Do you have the qualities of a master salesman?

Do you have the qualities of a master salesman?

Written By Jeffrey Gitomer
@GITOMER

KING OF SALES, The author of seventeen best-selling books including The Sales Bible, The Little Red Book of Selling, and The Little Gold Book of Yes! Attitude. His live coaching program, Sales Mastery, is available at gitomer.me.

Napoleon Hill author of the legendary Think and Grow Rich, has a rare book titled, How to Sell Your Way Through Life (1939). This is the last of a four-part series that will present the 28 Qualities the Master Salesman Must Develop. (The original language and syntax are intact.)

Your challenge is not just to read them and say “Yep, I know that.” Salespeople already know everything. The problem is they don’t DO it. To get the maximum value from this list, don’t just read it. Rate yourself from 1-10 on your present level of competence or excellence for each quality. I dare you.

The last six qualities presented here are the toughest to acquire and maintain. How do you rate?

23. The habit of rendering more service than is expected of him. The super-salesman follows the habit of rendering service which is greater in quantity, and finer in quality than he is expected to render, thereby profiting by the law of Increasing Returns, as well as by the law of Contrast.

24. Profiting by failures and mistakes. The super-salesman experiences no such contingent as “lost effort.” He profits by all of his mistakes and, through observation, by the mistakes of others. He knows that in every failure and mistake may be found (if analyzed) the seed of an equivalent success!

25. The master mind. The super-salesman understands and applies the “Master Mind” principle, through which greatly multiplies his power to achieve. (The Master Mind principle means “the coordination of two or more individual minds, working in perfect harmony for a definite purpose.”)

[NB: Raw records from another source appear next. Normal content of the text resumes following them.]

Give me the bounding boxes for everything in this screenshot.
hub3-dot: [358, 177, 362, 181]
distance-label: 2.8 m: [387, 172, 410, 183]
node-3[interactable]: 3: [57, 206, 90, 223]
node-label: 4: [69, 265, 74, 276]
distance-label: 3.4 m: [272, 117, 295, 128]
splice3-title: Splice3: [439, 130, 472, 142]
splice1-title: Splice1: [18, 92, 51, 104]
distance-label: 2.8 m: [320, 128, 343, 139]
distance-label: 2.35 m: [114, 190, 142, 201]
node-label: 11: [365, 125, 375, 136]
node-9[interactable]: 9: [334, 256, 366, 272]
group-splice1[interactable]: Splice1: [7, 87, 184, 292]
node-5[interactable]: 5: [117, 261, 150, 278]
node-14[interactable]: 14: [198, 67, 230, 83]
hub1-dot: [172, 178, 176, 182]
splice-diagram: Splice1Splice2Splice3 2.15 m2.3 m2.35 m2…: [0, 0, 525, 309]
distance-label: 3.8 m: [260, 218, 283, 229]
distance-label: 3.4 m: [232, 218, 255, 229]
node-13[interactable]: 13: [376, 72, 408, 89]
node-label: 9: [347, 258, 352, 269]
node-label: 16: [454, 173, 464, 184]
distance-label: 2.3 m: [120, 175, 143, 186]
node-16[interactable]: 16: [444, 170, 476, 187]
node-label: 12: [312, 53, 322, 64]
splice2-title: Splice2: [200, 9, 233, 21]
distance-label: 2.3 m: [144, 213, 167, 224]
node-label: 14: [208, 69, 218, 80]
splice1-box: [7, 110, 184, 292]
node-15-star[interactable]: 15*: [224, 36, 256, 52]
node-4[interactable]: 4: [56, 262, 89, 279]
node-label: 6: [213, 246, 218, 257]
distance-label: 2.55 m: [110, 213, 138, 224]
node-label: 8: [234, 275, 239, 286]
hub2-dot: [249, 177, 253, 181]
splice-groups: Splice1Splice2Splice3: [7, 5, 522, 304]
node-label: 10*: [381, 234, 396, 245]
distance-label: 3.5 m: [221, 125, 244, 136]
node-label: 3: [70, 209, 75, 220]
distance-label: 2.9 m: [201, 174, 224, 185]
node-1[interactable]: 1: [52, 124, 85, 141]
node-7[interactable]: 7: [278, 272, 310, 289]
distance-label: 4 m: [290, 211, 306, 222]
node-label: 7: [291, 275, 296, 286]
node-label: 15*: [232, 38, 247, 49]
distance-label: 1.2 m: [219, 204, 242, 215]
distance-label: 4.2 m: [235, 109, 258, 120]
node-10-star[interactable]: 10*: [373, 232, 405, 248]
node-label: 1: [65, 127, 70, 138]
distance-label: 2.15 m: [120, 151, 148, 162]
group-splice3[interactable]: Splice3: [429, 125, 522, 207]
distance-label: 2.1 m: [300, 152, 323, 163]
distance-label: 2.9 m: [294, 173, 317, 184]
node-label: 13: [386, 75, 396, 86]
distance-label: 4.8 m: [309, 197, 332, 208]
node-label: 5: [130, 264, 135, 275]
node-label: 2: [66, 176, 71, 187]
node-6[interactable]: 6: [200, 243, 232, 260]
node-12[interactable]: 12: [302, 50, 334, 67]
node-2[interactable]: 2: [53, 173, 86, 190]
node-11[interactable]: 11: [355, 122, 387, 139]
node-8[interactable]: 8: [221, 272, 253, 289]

26. A definite major aim. The super-salesman works always with a definite sales quota, or goal, in mind. He never goes at his work merely with the aim of selling all he can. He not only works with a definite goal in mind, but he has a definite time in which to attain the object of that goal. There is a psychological effect of a definite chief aim known as a process called autosuggestion.

27. The Golden Rule applied. The super-salesman uses the Golden Rule as the foundation of all of his business transactions, putting himself in the “other man’s shoes,” and seeing the situation from his viewpoint. This quality will be a greater necessity in the future than it has been in the past, because of the changes in business ethics which have taken place as the result of the Business Depression.

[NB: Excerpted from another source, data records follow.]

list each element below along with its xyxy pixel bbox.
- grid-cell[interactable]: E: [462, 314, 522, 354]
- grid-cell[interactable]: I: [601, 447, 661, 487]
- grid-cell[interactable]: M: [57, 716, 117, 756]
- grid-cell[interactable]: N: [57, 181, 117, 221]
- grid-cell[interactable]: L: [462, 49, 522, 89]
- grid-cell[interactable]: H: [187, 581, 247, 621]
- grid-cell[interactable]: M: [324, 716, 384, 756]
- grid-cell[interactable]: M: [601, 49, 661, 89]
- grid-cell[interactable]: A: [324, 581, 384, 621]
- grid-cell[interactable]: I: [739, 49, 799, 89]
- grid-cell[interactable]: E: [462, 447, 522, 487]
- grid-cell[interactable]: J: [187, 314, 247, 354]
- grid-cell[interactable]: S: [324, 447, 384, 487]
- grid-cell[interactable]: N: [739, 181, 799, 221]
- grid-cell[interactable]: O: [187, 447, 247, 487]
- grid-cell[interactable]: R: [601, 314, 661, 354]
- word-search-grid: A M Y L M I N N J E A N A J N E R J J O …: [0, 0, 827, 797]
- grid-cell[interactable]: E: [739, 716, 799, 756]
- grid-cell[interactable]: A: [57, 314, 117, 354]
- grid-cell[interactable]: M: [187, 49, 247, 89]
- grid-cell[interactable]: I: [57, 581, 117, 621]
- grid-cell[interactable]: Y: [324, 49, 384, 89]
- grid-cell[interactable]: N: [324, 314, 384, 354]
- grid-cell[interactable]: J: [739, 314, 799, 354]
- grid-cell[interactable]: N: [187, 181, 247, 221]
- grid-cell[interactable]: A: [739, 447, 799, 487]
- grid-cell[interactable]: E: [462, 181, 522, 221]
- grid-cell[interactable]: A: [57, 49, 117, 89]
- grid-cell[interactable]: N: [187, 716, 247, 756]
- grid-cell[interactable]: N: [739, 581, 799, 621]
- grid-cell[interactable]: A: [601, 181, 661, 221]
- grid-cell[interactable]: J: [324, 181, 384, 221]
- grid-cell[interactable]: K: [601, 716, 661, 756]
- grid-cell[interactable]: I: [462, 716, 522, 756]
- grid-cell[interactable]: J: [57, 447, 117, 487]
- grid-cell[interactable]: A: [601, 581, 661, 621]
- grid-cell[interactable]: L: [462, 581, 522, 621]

Of all the qualities that a salesman must possess, none is more necessary, none more valuable than the last one:

28. Enthusiasm. The super-salesman has an abundance of enthusiasm which he can use at will. Moreover, he knows the vibrations of thought which he releases through his enthusiasm will be picked up by the prospective buyer and acted upon as if it were his own creation.

Enthusiasm is a difficult thing to explain, but its presence is easily recognized. Everybody likes an enthusiastic person. He is high of spirit and radiates an atmosphere of good fellowship, high faith, and lofty purpose. Perhaps enthusiasm is born as much of his own deep faith in himself, the mission of work he carries on, and the good he does in his work, as anything.

Therefore, to every salesman this advice is given as though from Sinai: With all thy getting, get enthusiasm.

Hill closes the chapter with: Mastery in connection with these major factors in selling entitles those who sell to rate as super-salesmen! Study the list carefully and make sure you are not weak in connection with any of these qualities, if you aspire to mastery in selling.

You will observe that every quality may be acquired!

This does not harmonize with the false notion that “Salesmen are born and not made.” Salesmanship is an art and a science, and may be acquired by those with the will to acquire it.

There is not a sales training program in America that could not be run on these principles. Put them into language of the 2000’s and they are a prescription for the 21st century. You may want to include saleswomen into the verbiage but realize that in the 40’s, it was perfectly acceptable to use the “man” suffix to include all genders. Times have changed some will argue for the better.

Go back and review the writing. Hill’s methodology is designed that way. I know people who have read Think and Grow Rich a dozen times (three times for me). And for those of you who doubt his greatness or read the words and think, “kind of hokey,” you should know that Napoleon Hill’s mastermind group consisted of people like Andrew Carnegie, Thomas Edison and Henry Ford. Who’s in yours?